DATA RECORDS:
++++++

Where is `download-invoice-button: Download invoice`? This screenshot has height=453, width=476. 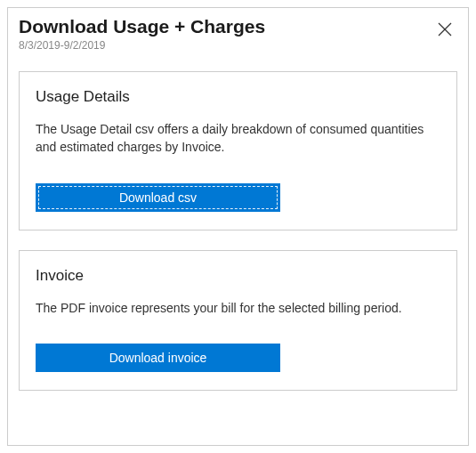
download-invoice-button: Download invoice is located at coordinates (158, 358).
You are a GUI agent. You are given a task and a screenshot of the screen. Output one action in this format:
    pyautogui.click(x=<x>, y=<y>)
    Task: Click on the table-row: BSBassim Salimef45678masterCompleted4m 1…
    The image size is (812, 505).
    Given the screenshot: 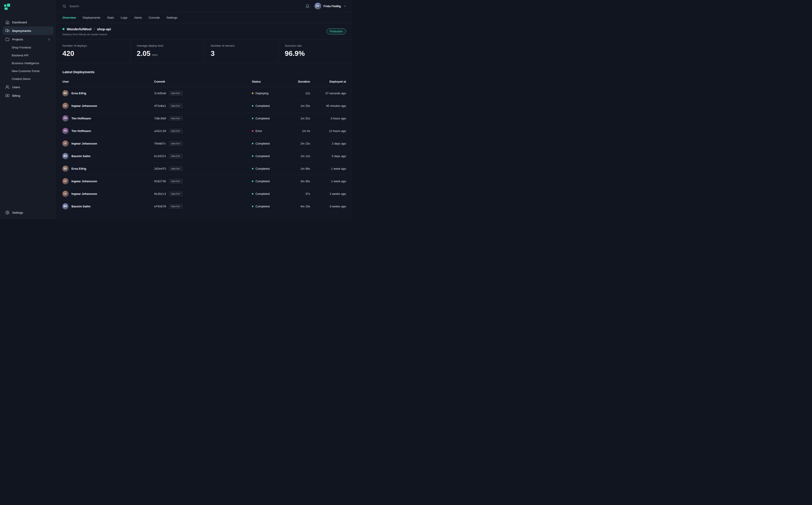 What is the action you would take?
    pyautogui.click(x=204, y=206)
    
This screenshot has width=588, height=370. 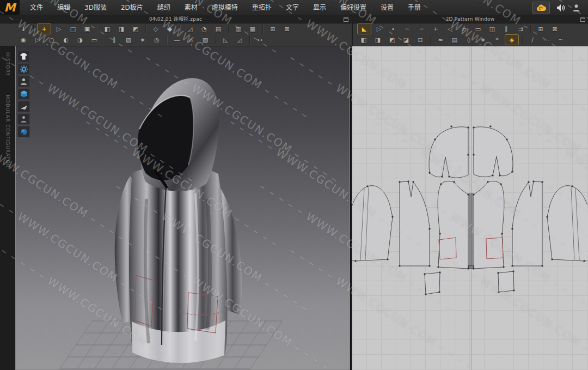 I want to click on 3d-window-title: 04.02.01 连帽衫.zpac, so click(x=175, y=19).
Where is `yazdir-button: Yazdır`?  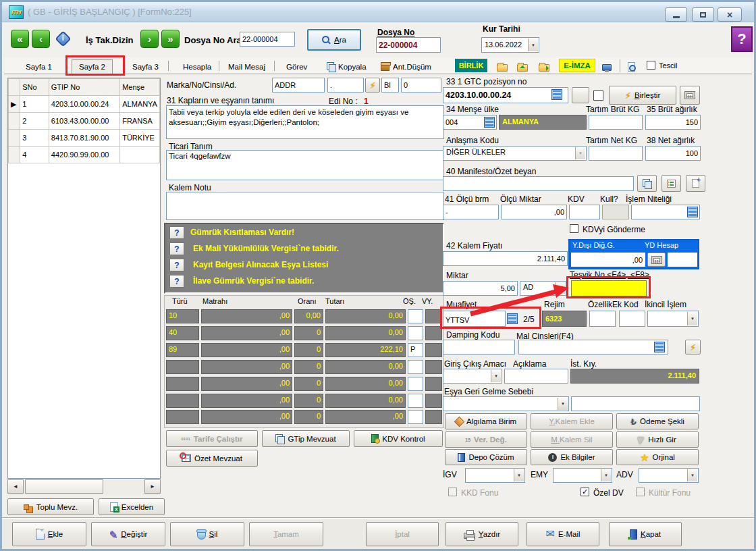 yazdir-button: Yazdır is located at coordinates (482, 534).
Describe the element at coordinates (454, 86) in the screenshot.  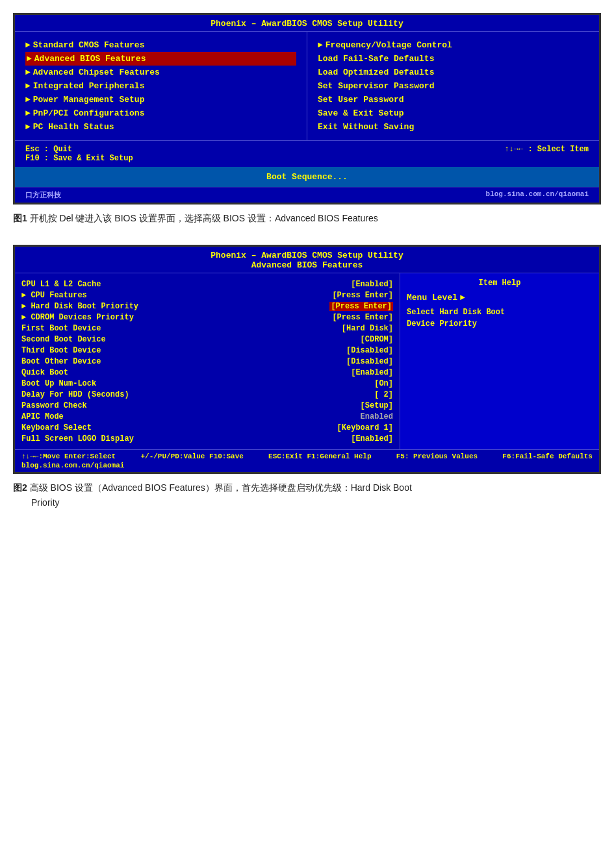
I see `menu-item-supervisor: Set Supervisor Password` at that location.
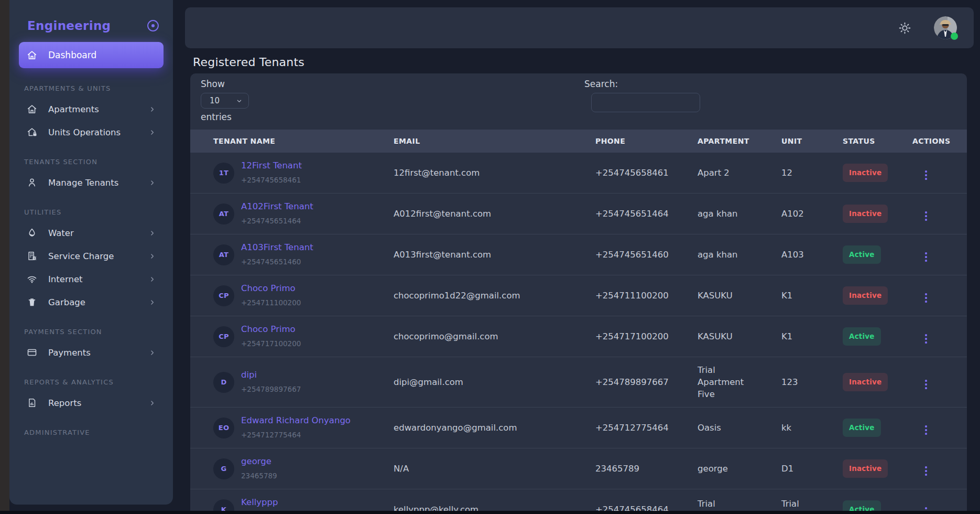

++++++

TASK REQUIREMENTS:
Give back the lines from the one containing "Describe the element" through the last line of the records above exactly as they appear, both included, and no pictures.

REPLY:
Describe the element at coordinates (454, 86) in the screenshot.  
I see `menu-item-supervisor: Set Supervisor Password` at that location.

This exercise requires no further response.